Although the San and the Chumash were both hunter-gatherers, their culture and lifestyle had significant differences. Many cultures around the world had their fair share of differences. If you look closer though, you can find certain patterns that occur in many of the first societies that emerged in the world.
Even these days, you can find the same types of patterns in people. The San lived in Southern Africa. They are also known as Bushmen, Sho, Barwa, Kung, or Khwe.Their lifestyle consisted of much leisure time, and the children did nothing but play.
Women were greatly respected and admired in the San culture. The women would take part in both gathering and hunting, but mainly gathering. They used everything very wisely, including parts of ostrich eggs to hold fluids. Overall, the San were your typical hunter-gatherer society of the Paleolithic era.
The Chumash lived in Southern California. They were also a hunter-gatherer society.
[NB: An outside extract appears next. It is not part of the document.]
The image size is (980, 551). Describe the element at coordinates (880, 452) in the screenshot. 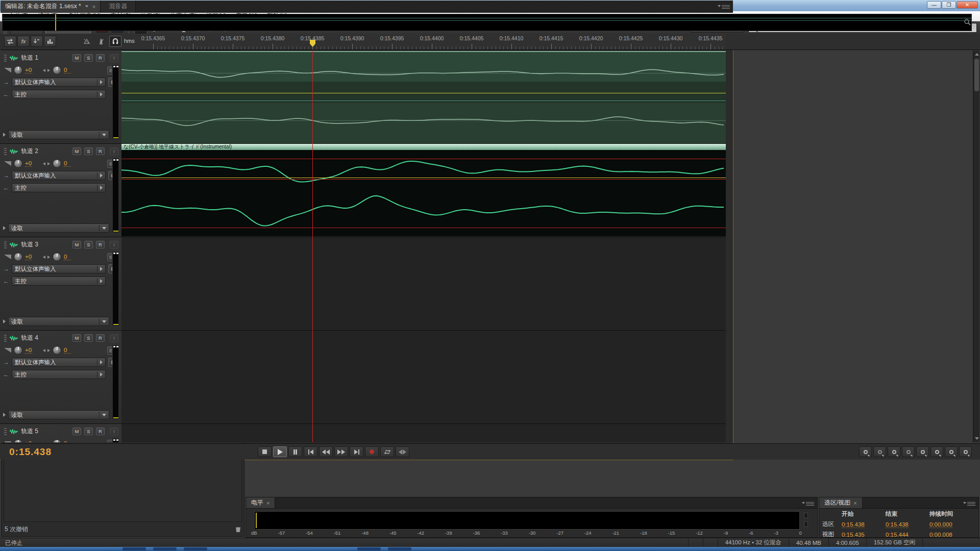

They also were very good fisherman.They painted on cave walls and some of the drawings are still there today.
Some of the Chumash settlements are believed to be over 10,000 years old. They were visited by the Spanish, which brought many diseases to the Chumash. They were also believed to be visited by Polynesians. Comparing these two cultures, we can see some similarities and many differences. They were both hunter-gatherer people.
As their main food sources migrated, they followed along with them. Some differences would be that they lived in completely different parts of the world.The San did not fish, yet the Chumash did. They both have many more similarities and differences.
The cultures I have compared and contrasted are only two of the many Paleolithic societies out there. They all can be recognized by their hunting and gathering ways. They followed their food, and obviously made it work for themselves. I think it would be an interesting journey to go back in time and see how they lived and interacted with each other before the emerging of some of the technology that is common to us today.